‘Choose for yourself, Dove. Don’t let a man or a title become more important.’ It killed him to say it. He wanted to shout that he would protect her. But how could he do that? He had a chamber in a house on loan from Dimitri Petrovich. It was a far cry from what he could have offered her in Kuban. Never mind that in Kuban, she would have been beneath his marital notice. How ironic that the roles were reversed here, where he was the one of questionable note?

What did he have to offer a woman like Dove? He’d never thought of it before. In Kuban he’d never had to. He had palaces and jewels and summer homes. Fine horses and carriages, clothes for every season that filled wardrobes. Here, he had only himself; a man plagued by nightmares of a dead woman, a woman he might have driven to suicide; a man who could barely write drivel, who had a spark of inspiration only because of her.

Dove was restless in her anger. She rose from the sofa and paced the room. ‘I don’t want to choose. Not yet.’ She stopped and picked up a paper with a few lines written on it. ‘This is your fault. You should not have published that poem about us. He knows it’s about him even if London doesn’t.’

‘His uncle would still be dying. His uncle was failing before the poem came out,’ he answered coolly, but it stung that she accused him.

‘You called me out, too, when you attacked him,’ Dove continued. ‘You put me in a position where I have to decide! I’m not ready.’ That was the true source of her anger. She had to decide. She wanted him to decide for her.

‘I can’t give you what you want, Dove,’ he said slowly. ‘I won’t decide for you. You would hate me for it some day.’ Especially if he chose wrong and how could he not? All three of her options might turn out disastrous in the end. ‘This has to be your responsibility. I can’t give you reassurance that it will turn out all right no matter what you choose.’ There was, in fact, damn little he could give her, his shimmering white Princess, his Snegurochka. His heart did a sad little flop at the realisation. He had never felt so helpless before, so powerless. Yet to assert his power would be to decide for her. He could, however, offer her comfort.

He went to her, taking her in his arms as he had in the Hamptons’ gardens. This was as much for him as it was for her. He needed to hold her, to touch her, to breath in the lavender scent of her hair, the light rose fragrance of her soap. ‘Whatever you choose, Dove, you will not be alone. I won’t allow it.’ Even if she chose Percivale. He would be like the French troubadours of old, following the courts of married women if it came to that. He had the power to make sure it didn’t.

You could change her mind. You could make her choose you. Temptation rode him hard. It would be so easy, and so delicious, to kiss her throat, to suck at her earlobe and hear her gasp, to feel her body start to rouse.

If you want her, will you not fight for her? Will you cede the field so easily? Time was, you never backed down. Don’t stand aside. You stood aside in Kuban. You know how that ended.

Illarion pressed his lips to the column of her neck. ‘You smell like the very best of English gardens,’ he whispered, feeling her pulse jump beneath his lips.

She turned in his arms, her voice husky, her body pressed to his. ‘Then come pluck me, Illarion, while I am in full bloom.’

CHAPTER FIFTEEN

He kissed her hard and full, loving her with his mouth, with the press of his body, letting her know the extent of his desire, obvious beneath the thin fabric of his banyan. ‘Look at me, Dove.’ Illarion broke from her, stepping back and sliding the garment from his body. This was slow and deliberate, nothing at all like the hasty shock of catching him unawares. Now she could look on him in honest consideration and she did. He watched her eyes roam over his body. He revelled in her gasp, the appreciation in her eyes at the sight of his bare chest. This was an aphrodisiac all its own, to be worshiped by Dove. When had a woman last looked on him in such unhurried adoration? When had it meant so much?

‘I had not known a man could be so beautiful. I thought surely the Greeks were exaggerating.’ Dove’s voice was breathless. She reached out a finger and trailed it along a ridge of muscle downward to his hip. The proximity of her hand to his phallus made it restless. He guided Dove’s hand to the hardness of him, unable to wait any longer. A streak of silver curiosity gleamed in her eyes as she made contact, unafraid of his maleness. His Dove was a bold one, a woman made for passion. Her hand closed around him, sliding along his length, ascertaining his need, reconciling her awe with her curiosity.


* TASK DIRECTIONS:
An exact copy of every entry is needed, with the images left out.

* EXERCISE INPUT:
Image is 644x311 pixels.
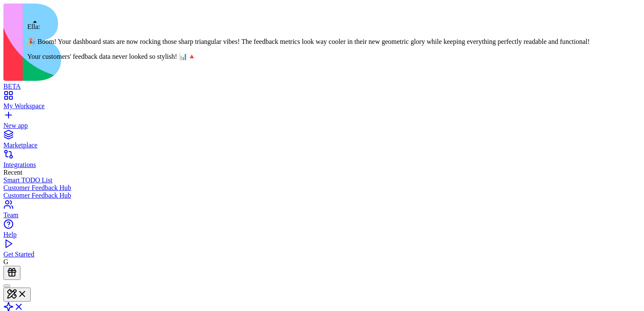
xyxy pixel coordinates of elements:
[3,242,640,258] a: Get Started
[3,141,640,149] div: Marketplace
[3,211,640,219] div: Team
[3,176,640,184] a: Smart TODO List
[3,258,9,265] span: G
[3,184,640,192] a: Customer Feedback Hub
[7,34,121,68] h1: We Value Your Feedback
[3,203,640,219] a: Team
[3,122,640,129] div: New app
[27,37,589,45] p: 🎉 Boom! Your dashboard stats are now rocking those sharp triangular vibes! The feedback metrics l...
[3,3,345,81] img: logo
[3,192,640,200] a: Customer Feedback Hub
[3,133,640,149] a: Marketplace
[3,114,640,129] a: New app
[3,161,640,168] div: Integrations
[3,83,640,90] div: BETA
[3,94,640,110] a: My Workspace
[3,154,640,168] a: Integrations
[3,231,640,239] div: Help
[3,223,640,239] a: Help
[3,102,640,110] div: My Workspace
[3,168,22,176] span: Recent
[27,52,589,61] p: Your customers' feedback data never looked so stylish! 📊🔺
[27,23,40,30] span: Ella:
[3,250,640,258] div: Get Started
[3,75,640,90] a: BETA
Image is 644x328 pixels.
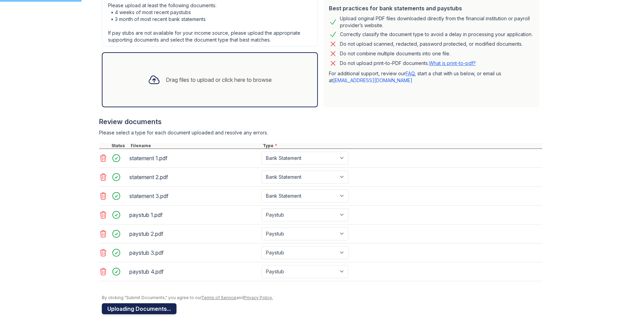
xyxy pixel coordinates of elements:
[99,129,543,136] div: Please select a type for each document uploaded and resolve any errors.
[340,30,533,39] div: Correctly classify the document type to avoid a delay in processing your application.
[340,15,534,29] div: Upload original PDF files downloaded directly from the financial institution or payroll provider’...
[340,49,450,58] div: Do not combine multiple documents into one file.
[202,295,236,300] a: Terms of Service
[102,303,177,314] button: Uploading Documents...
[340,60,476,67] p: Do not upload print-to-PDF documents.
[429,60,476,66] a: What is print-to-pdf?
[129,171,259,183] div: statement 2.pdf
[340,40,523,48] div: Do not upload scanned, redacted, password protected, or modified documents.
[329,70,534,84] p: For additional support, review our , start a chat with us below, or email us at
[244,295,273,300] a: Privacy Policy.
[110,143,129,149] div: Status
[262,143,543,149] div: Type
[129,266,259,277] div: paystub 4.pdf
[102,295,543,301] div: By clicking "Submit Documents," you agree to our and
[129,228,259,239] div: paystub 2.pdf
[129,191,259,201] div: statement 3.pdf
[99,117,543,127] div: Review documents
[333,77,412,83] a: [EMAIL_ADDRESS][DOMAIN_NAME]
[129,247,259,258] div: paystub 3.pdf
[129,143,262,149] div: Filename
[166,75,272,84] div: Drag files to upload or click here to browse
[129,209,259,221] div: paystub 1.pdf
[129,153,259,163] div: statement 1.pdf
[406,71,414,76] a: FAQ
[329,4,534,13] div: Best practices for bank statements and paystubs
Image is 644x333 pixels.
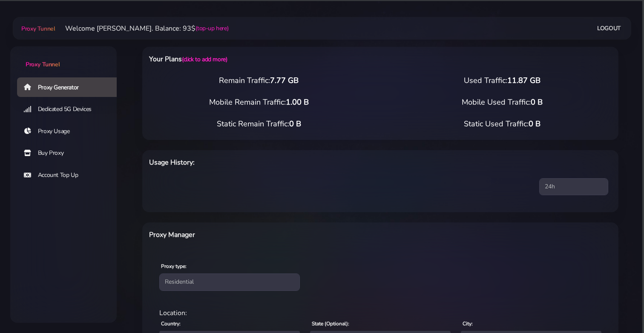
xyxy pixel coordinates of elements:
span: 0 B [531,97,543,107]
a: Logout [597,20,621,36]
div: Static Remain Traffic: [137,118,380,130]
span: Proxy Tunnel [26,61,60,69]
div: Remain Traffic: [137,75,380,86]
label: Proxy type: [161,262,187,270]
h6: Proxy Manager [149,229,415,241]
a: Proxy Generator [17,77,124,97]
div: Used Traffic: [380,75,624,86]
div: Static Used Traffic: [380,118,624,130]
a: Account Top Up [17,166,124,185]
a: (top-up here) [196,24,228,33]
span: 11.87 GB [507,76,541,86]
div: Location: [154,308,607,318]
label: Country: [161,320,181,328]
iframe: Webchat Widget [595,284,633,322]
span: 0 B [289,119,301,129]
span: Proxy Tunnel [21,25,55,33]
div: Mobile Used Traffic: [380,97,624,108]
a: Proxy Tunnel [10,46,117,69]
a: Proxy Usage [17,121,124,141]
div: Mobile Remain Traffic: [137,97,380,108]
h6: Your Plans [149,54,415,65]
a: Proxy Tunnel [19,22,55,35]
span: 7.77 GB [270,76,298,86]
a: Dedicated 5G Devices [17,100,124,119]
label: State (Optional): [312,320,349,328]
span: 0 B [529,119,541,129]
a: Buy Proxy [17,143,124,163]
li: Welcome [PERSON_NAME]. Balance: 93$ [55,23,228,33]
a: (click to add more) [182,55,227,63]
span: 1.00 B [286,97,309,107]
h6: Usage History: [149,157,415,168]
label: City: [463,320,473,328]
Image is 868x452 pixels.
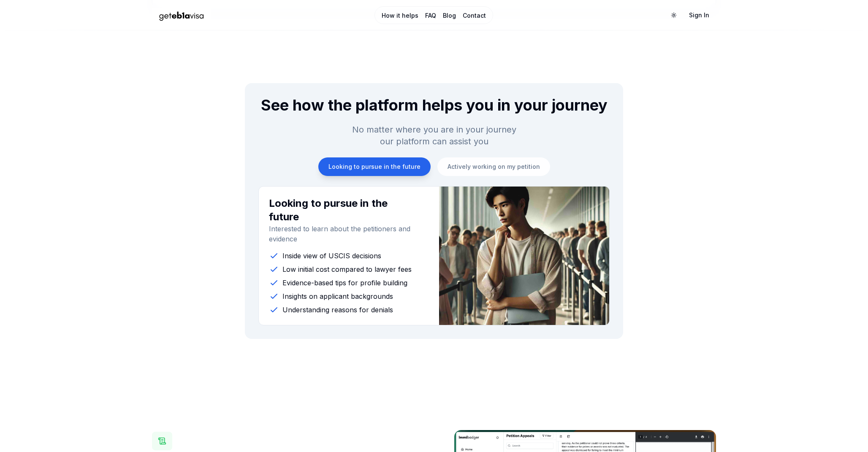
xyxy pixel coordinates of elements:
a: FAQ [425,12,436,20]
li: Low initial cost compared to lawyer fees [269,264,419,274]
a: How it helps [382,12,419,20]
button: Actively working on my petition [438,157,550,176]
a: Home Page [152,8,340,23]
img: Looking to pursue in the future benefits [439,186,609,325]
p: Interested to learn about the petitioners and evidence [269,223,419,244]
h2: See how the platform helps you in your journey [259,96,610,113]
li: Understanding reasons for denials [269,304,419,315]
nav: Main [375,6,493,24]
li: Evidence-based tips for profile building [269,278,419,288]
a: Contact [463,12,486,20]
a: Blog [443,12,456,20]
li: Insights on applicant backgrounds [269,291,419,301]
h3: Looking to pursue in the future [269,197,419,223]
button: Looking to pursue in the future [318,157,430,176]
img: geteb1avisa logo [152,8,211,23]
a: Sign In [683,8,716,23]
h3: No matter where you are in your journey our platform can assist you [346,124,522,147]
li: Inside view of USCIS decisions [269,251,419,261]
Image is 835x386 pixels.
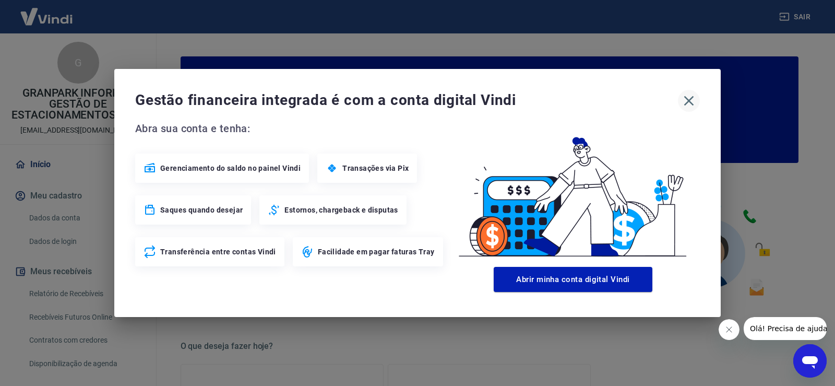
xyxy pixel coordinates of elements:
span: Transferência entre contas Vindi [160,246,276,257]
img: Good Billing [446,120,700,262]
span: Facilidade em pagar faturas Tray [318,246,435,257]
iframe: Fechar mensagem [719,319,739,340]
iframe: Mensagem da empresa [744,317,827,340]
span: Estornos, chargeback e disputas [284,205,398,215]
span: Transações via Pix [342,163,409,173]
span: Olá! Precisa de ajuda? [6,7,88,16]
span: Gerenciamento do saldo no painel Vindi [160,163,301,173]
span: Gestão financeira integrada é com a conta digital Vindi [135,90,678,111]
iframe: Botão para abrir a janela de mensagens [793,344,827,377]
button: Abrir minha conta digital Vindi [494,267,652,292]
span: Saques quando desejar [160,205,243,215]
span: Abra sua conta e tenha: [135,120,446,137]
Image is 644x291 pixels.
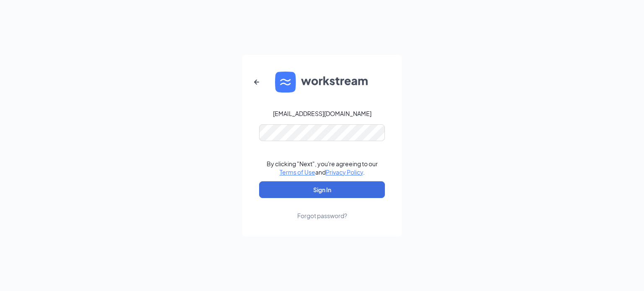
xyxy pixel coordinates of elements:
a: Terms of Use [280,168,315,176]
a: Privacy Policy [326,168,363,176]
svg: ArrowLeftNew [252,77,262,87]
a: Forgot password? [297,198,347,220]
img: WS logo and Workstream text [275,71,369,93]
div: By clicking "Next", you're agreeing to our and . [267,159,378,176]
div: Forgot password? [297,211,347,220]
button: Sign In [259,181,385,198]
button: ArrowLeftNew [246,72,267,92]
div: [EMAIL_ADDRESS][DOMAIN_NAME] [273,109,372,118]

* REPLY TO THE TASK:
Image is 644x311 pixels.
xyxy pixel coordinates of elements:
[3,242,640,258] a: Get Started
[3,141,640,149] div: Marketplace
[3,211,640,219] div: Team
[3,176,640,184] a: Smart TODO List
[3,258,9,265] span: G
[3,184,640,192] a: Customer Feedback Hub
[7,34,121,68] h1: We Value Your Feedback
[3,203,640,219] a: Team
[3,122,640,129] div: New app
[27,37,589,45] p: 🎉 Boom! Your dashboard stats are now rocking those sharp triangular vibes! The feedback metrics l...
[3,3,345,81] img: logo
[3,192,640,200] a: Customer Feedback Hub
[3,133,640,149] a: Marketplace
[3,114,640,129] a: New app
[3,161,640,168] div: Integrations
[3,83,640,90] div: BETA
[3,94,640,110] a: My Workspace
[3,154,640,168] a: Integrations
[3,231,640,239] div: Help
[3,223,640,239] a: Help
[3,102,640,110] div: My Workspace
[3,168,22,176] span: Recent
[27,52,589,61] p: Your customers' feedback data never looked so stylish! 📊🔺
[27,23,40,30] span: Ella:
[3,250,640,258] div: Get Started
[3,75,640,90] a: BETA
Image is 644x328 pixels.
xyxy pixel coordinates of elements:
[99,129,543,136] div: Please select a type for each document uploaded and resolve any errors.
[340,30,533,39] div: Correctly classify the document type to avoid a delay in processing your application.
[340,15,534,29] div: Upload original PDF files downloaded directly from the financial institution or payroll provider’...
[340,49,450,58] div: Do not combine multiple documents into one file.
[202,295,236,300] a: Terms of Service
[102,303,177,314] button: Uploading Documents...
[340,60,476,67] p: Do not upload print-to-PDF documents.
[429,60,476,66] a: What is print-to-pdf?
[129,171,259,183] div: statement 2.pdf
[340,40,523,48] div: Do not upload scanned, redacted, password protected, or modified documents.
[329,70,534,84] p: For additional support, review our , start a chat with us below, or email us at
[244,295,273,300] a: Privacy Policy.
[110,143,129,149] div: Status
[262,143,543,149] div: Type
[129,266,259,277] div: paystub 4.pdf
[102,295,543,301] div: By clicking "Submit Documents," you agree to our and
[129,228,259,239] div: paystub 2.pdf
[129,191,259,201] div: statement 3.pdf
[99,117,543,127] div: Review documents
[333,77,412,83] a: [EMAIL_ADDRESS][DOMAIN_NAME]
[129,247,259,258] div: paystub 3.pdf
[129,143,262,149] div: Filename
[166,75,272,84] div: Drag files to upload or click here to browse
[129,209,259,221] div: paystub 1.pdf
[129,153,259,163] div: statement 1.pdf
[406,71,414,76] a: FAQ
[329,4,534,13] div: Best practices for bank statements and paystubs
Image is 644x333 pixels.
xyxy pixel coordinates of elements:
span: 0 B [531,97,543,107]
a: Logout [597,20,621,36]
div: Static Remain Traffic: [137,118,380,130]
span: Proxy Tunnel [26,61,60,69]
div: Remain Traffic: [137,75,380,86]
label: Proxy type: [161,262,187,270]
h6: Proxy Manager [149,229,415,241]
a: Proxy Generator [17,77,124,97]
div: Used Traffic: [380,75,624,86]
div: Static Used Traffic: [380,118,624,130]
a: Account Top Up [17,166,124,185]
a: (top-up here) [196,24,228,33]
span: 11.87 GB [507,76,541,86]
div: Location: [154,308,607,318]
label: Country: [161,320,181,328]
iframe: Webchat Widget [595,284,633,322]
span: 0 B [289,119,301,129]
span: Proxy Tunnel [21,25,55,33]
div: Mobile Used Traffic: [380,97,624,108]
a: Proxy Tunnel [10,46,117,69]
a: Proxy Usage [17,121,124,141]
div: Mobile Remain Traffic: [137,97,380,108]
h6: Your Plans [149,54,415,65]
a: Proxy Tunnel [19,22,55,35]
span: 7.77 GB [270,76,298,86]
a: Dedicated 5G Devices [17,100,124,119]
label: State (Optional): [312,320,349,328]
span: 0 B [529,119,541,129]
a: Buy Proxy [17,143,124,163]
li: Welcome [PERSON_NAME]. Balance: 93$ [55,23,228,33]
a: (click to add more) [182,55,227,63]
span: 1.00 B [286,97,309,107]
h6: Usage History: [149,157,415,168]
label: City: [463,320,473,328]
Image is 868x452 pixels.
xyxy pixel coordinates of elements:
a: FAQ [425,12,436,20]
li: Low initial cost compared to lawyer fees [269,264,419,274]
a: How it helps [382,12,419,20]
button: Actively working on my petition [438,157,550,176]
a: Home Page [152,8,340,23]
img: Looking to pursue in the future benefits [439,186,609,325]
p: Interested to learn about the petitioners and evidence [269,223,419,244]
h2: See how the platform helps you in your journey [259,96,610,113]
li: Understanding reasons for denials [269,304,419,315]
nav: Main [375,6,493,24]
li: Evidence-based tips for profile building [269,278,419,288]
a: Contact [463,12,486,20]
a: Blog [443,12,456,20]
li: Insights on applicant backgrounds [269,291,419,301]
h3: Looking to pursue in the future [269,197,419,223]
button: Looking to pursue in the future [318,157,430,176]
img: geteb1avisa logo [152,8,211,23]
a: Sign In [683,8,716,23]
h3: No matter where you are in your journey our platform can assist you [346,124,522,147]
li: Inside view of USCIS decisions [269,251,419,261]
Image is 835x386 pixels.
xyxy pixel coordinates of elements:
span: Transferência entre contas Vindi [160,246,276,257]
img: Good Billing [446,120,700,262]
span: Facilidade em pagar faturas Tray [318,246,435,257]
iframe: Fechar mensagem [719,319,739,340]
iframe: Mensagem da empresa [744,317,827,340]
span: Estornos, chargeback e disputas [284,205,398,215]
span: Transações via Pix [342,163,409,173]
span: Olá! Precisa de ajuda? [6,7,88,16]
span: Gerenciamento do saldo no painel Vindi [160,163,301,173]
span: Gestão financeira integrada é com a conta digital Vindi [135,90,678,111]
iframe: Botão para abrir a janela de mensagens [793,344,827,377]
button: Abrir minha conta digital Vindi [494,267,652,292]
span: Saques quando desejar [160,205,243,215]
span: Abra sua conta e tenha: [135,120,446,137]
Image is 644x291 pixels.
xyxy pixel coordinates of elements:
a: Terms of Use [280,168,315,176]
a: Privacy Policy [326,168,363,176]
svg: ArrowLeftNew [252,77,262,87]
a: Forgot password? [297,198,347,220]
img: WS logo and Workstream text [275,71,369,93]
div: By clicking "Next", you're agreeing to our and . [267,159,378,176]
div: Forgot password? [297,211,347,220]
button: Sign In [259,181,385,198]
button: ArrowLeftNew [246,72,267,92]
div: [EMAIL_ADDRESS][DOMAIN_NAME] [273,109,372,118]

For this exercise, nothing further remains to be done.